Note: The "Langford Democracy Forum" is a series of dispatches by a seasoned political activist from Langford, a suburban city of 40,000 adjacent to Victoria, British Columbia's capital city.
Langford is pretty typical of Canadian municipalities. It is under the thumb of an entrenched political machine that advances a business agenda of private development, public money for private contractors, keeping unions out of the municipality, and putting community interests last. In the coming October 15 municipal election, a dissident challenge is being made against the right-wing incumbents by Langford Now, a new municipal electors' organization.
These dispatches are being republished here in the interests in advancing the left's efforts at rebuilding local electoral organizations that can begin to pose a genuine challenge to both the right-wing establishment parties, and the rotten, neoliberal NDP.
With two weeks to go until the election on October 15th, I will produce posts over the next while about what I suggest people keep in mind both for the Election and for what comes after in the struggle for political democracy in Langford.
For this first post, in what I will call the Langford Democracy Forum, I want to share an overview of political Lessons for people to consider about the nature of local governments based on both the current context in Langford and my perspective which is shaped by my time as an elected school board trustee in Cowichan (2002-5).
During my term as a labour-allied trustee, I worked with the local education unions and community school leaders to build an electors organization called the Community Alliance for Public Education (CAPE). Our political priorities were to end program and service cuts, stop school closures and introduce direct democracy and open governance in what was a secretive and authoritarian governing approach by district administration and Boards (sound familiar?)
CAPE was active for a decade and eventually led a Board majority that defied the Provincial mania for endless cuts, and school sell-offs, etc. This defiance led to the Minister firing the Board in 2012.
There are clear differences between School Boards and Municipal Councils, the most evident is that SBs are specific to Education and subject to the direct authoritarian control of the Ministry of Ed while MCs are much broader in the array of services they provide while also being subject to the Power of the Province through the Muni Ministry.
Despite these differences, there are similar governance trends to consider in the conventional local government set-up:
- Unelected local bureaucrats are in charge. They craft the entirety of the elected Board/Council business meetings. The elected politicians are totally reliant on the information provided by the bureaucrats and are expected to rubber-stamp bureaucrat "recommendations" and to be salespeople for them. The elected politicians also act as pitbulls to go after dissenting elected officials.
- Governance is ruled by "Gentleman's Club Conventions". These long established practices enforce uniformity around Board/Council decisions. These conventions are presented to dissenting politicians as hard-and-fast Rules, even Legal requirements. The obsession with uniform agreement on all questions is something explicitly championed by the Langford Mayor and his Developer First slate.
- Local governance is conventionally viewed as merely a transmission belt for Provincial priorities, this is often raised as a Rule to beat back any suggestion of local democratic autonomy of community development, etc.
- Class Matters. The Class Interest of developers and related businesses is presented by the Mayor and other such officials as what is in the General Interest of workers and the communities generally through the tired rightwing argument of "trickle down" economics. Keep taxes low on the Rich (better yet get workers to pay most or all of them), provide endless public handouts to the Corporate Rich and this will magically trickle down to benefit workers...through the creation of no-security, low-pay jobs. School Boards are dominated by the Class Interests of the district management and rich parents, Boards and administration always presents cuts to unionized programs and services as being in the General Interest of the Kids.
- Secrecy is the MO of Decisions that harm community. Closed meetings are an obsession for corrupt control-freak Councils and Boards...to hide the frame-ups that replace proper public debate. Sweet heart deals get cut, dissenting politicians are intimidated or punished and the public is kept in the dark to tap down opposition.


Since only part of the material below is wanted, output exactly the lines from the one with "The width and height of the screenshot is (1083, 570)." up to and including the one with "This screenshot has width=1512, height=812.".

=== Begin Enclosure ===

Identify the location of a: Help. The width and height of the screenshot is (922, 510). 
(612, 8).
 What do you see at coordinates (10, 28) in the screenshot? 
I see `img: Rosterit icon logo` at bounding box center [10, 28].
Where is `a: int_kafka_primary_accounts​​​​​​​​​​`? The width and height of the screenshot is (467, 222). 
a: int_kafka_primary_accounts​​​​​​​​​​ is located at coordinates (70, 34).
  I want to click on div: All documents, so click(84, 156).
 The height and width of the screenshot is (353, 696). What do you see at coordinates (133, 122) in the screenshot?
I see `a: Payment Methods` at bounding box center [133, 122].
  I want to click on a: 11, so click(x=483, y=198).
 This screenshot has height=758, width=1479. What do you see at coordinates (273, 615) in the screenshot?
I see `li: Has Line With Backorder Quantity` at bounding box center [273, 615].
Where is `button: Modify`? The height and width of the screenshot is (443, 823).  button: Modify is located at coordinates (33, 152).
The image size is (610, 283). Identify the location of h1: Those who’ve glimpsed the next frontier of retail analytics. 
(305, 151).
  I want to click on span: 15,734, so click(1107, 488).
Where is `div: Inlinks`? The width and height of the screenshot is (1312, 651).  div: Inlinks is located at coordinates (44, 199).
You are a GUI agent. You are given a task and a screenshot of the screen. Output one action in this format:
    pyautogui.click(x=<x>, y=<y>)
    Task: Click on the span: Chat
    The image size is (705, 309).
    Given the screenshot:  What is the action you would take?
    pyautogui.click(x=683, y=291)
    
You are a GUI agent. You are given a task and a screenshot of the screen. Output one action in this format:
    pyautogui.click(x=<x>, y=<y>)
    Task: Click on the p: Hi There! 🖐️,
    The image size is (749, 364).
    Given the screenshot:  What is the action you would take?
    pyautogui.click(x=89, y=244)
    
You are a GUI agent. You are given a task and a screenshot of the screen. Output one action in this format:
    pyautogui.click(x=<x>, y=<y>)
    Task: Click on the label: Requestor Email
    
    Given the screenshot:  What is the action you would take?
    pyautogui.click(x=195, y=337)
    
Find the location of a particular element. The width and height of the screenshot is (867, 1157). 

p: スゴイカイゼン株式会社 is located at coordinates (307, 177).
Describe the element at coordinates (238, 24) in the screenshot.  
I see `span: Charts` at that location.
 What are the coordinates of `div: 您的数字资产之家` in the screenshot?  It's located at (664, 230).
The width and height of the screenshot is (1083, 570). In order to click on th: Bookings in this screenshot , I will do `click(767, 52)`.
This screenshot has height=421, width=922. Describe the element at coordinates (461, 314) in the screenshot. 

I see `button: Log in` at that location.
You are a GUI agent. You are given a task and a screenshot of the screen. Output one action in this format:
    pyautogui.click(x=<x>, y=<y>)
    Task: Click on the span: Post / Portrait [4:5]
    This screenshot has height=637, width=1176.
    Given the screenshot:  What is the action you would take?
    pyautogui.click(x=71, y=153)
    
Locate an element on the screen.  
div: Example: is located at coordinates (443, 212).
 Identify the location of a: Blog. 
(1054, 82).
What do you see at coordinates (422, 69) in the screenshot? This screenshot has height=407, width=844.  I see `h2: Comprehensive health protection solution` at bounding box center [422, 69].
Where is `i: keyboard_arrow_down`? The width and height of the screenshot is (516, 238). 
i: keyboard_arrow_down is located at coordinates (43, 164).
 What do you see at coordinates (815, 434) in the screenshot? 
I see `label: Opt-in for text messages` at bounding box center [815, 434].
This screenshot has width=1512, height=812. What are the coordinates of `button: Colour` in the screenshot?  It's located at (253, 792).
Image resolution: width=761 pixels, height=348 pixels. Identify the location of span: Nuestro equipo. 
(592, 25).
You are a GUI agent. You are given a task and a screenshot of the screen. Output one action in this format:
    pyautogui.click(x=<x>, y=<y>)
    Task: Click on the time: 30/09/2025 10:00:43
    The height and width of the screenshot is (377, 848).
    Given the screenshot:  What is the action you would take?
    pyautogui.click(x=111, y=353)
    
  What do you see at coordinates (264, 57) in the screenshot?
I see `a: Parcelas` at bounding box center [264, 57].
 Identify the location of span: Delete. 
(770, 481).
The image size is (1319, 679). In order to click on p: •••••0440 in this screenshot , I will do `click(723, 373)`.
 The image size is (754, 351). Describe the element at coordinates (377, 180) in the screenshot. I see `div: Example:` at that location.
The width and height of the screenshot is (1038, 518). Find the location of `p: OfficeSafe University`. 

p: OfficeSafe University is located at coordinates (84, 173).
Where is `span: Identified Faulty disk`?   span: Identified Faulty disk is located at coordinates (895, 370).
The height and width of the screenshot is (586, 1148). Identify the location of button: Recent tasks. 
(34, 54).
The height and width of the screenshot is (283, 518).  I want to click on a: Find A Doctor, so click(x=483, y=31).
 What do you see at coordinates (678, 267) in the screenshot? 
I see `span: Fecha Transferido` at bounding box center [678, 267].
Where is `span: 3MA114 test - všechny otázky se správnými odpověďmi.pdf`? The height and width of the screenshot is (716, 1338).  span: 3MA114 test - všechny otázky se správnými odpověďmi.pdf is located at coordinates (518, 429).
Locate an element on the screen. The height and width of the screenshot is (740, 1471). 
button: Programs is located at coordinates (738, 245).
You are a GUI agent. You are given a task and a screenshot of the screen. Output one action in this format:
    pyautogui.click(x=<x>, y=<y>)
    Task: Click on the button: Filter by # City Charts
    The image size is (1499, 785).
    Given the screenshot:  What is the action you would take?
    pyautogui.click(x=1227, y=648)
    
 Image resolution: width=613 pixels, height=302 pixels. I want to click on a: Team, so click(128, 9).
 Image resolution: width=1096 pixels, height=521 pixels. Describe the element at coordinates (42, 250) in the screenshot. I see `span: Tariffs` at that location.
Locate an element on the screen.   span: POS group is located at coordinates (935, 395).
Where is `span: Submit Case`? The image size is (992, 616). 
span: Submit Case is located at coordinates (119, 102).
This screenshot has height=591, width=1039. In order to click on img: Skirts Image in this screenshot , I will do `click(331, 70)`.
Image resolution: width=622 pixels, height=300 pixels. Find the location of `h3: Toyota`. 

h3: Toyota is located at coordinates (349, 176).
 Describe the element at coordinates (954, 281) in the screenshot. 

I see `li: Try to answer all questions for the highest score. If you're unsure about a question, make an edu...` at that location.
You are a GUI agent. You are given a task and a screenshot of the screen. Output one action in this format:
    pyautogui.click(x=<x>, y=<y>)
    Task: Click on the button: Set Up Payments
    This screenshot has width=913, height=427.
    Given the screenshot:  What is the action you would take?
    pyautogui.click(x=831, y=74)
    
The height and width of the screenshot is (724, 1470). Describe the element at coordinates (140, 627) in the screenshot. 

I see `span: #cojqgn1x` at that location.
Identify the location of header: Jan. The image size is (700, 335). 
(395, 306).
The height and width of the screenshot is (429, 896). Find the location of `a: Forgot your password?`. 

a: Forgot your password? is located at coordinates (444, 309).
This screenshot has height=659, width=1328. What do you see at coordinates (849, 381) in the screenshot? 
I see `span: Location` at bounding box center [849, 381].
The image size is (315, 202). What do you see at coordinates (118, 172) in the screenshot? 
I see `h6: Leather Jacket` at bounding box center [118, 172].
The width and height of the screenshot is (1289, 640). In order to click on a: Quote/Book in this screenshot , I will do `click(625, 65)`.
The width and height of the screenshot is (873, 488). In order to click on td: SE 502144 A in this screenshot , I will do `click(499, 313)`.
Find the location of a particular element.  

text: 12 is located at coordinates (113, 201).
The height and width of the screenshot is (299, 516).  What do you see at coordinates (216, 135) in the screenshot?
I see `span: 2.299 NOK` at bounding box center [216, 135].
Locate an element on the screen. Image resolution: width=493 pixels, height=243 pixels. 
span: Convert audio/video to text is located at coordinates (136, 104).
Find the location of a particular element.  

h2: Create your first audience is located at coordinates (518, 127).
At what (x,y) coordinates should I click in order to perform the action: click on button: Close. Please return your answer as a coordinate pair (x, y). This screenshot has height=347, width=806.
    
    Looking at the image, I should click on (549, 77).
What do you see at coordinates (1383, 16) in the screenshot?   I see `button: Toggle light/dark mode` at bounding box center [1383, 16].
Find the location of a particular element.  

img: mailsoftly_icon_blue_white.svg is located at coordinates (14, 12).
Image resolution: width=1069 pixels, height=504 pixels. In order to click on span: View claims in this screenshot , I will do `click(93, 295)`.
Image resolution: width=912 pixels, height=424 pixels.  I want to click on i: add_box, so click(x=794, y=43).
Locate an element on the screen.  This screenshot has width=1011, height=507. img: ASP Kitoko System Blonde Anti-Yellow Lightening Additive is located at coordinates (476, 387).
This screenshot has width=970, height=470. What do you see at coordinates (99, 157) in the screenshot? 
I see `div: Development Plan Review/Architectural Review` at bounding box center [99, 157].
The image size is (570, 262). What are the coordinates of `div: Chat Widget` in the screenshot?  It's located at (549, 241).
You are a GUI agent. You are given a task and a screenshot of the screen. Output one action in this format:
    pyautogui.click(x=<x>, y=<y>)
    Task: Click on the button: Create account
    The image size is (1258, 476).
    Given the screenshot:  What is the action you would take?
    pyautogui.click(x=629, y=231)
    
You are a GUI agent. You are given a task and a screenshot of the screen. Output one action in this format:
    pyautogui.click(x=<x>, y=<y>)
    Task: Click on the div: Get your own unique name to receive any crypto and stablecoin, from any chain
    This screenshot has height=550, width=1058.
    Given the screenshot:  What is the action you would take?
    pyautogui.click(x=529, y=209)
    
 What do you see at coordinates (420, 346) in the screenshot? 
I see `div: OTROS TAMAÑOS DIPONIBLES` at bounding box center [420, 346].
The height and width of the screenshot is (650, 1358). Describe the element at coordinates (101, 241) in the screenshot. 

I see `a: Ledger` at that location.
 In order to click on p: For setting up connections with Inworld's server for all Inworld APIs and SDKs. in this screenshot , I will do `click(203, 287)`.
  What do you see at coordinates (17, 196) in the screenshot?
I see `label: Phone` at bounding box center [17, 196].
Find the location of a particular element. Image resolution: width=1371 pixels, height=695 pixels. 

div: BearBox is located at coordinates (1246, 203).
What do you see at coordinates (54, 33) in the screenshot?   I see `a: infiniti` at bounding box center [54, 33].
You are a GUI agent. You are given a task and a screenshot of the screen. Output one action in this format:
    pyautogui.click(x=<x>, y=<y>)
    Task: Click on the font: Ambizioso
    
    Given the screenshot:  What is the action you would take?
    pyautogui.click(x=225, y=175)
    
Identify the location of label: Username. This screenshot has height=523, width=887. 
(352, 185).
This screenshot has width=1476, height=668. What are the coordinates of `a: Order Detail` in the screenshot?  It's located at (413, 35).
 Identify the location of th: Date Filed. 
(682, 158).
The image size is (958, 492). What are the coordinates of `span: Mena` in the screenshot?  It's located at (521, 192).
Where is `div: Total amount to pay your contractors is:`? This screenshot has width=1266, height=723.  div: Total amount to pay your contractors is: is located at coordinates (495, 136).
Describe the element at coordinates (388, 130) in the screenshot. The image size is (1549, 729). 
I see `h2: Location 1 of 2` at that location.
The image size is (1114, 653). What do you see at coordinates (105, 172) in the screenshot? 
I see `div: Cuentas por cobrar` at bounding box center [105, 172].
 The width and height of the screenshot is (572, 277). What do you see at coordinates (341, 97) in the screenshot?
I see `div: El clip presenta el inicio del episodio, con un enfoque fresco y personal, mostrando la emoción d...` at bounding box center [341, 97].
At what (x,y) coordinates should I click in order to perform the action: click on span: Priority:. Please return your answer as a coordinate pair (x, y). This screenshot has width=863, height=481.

=== End Enclosure ===

## Result
The width and height of the screenshot is (1083, 570). In order to click on th: Bookings in this screenshot , I will do `click(767, 52)`.
This screenshot has height=421, width=922. Describe the element at coordinates (461, 314) in the screenshot. 

I see `button: Log in` at that location.
You are a GUI agent. You are given a task and a screenshot of the screen. Output one action in this format:
    pyautogui.click(x=<x>, y=<y>)
    Task: Click on the span: Post / Portrait [4:5]
    This screenshot has height=637, width=1176.
    Given the screenshot:  What is the action you would take?
    pyautogui.click(x=71, y=153)
    
Locate an element on the screen.  
div: Example: is located at coordinates (443, 212).
 Identify the location of a: Blog. 
(1054, 82).
What do you see at coordinates (422, 69) in the screenshot? This screenshot has height=407, width=844.  I see `h2: Comprehensive health protection solution` at bounding box center [422, 69].
Where is `i: keyboard_arrow_down`? The width and height of the screenshot is (516, 238). 
i: keyboard_arrow_down is located at coordinates (43, 164).
 What do you see at coordinates (815, 434) in the screenshot? 
I see `label: Opt-in for text messages` at bounding box center [815, 434].
This screenshot has width=1512, height=812. What are the coordinates of `button: Colour` in the screenshot?  It's located at (253, 792).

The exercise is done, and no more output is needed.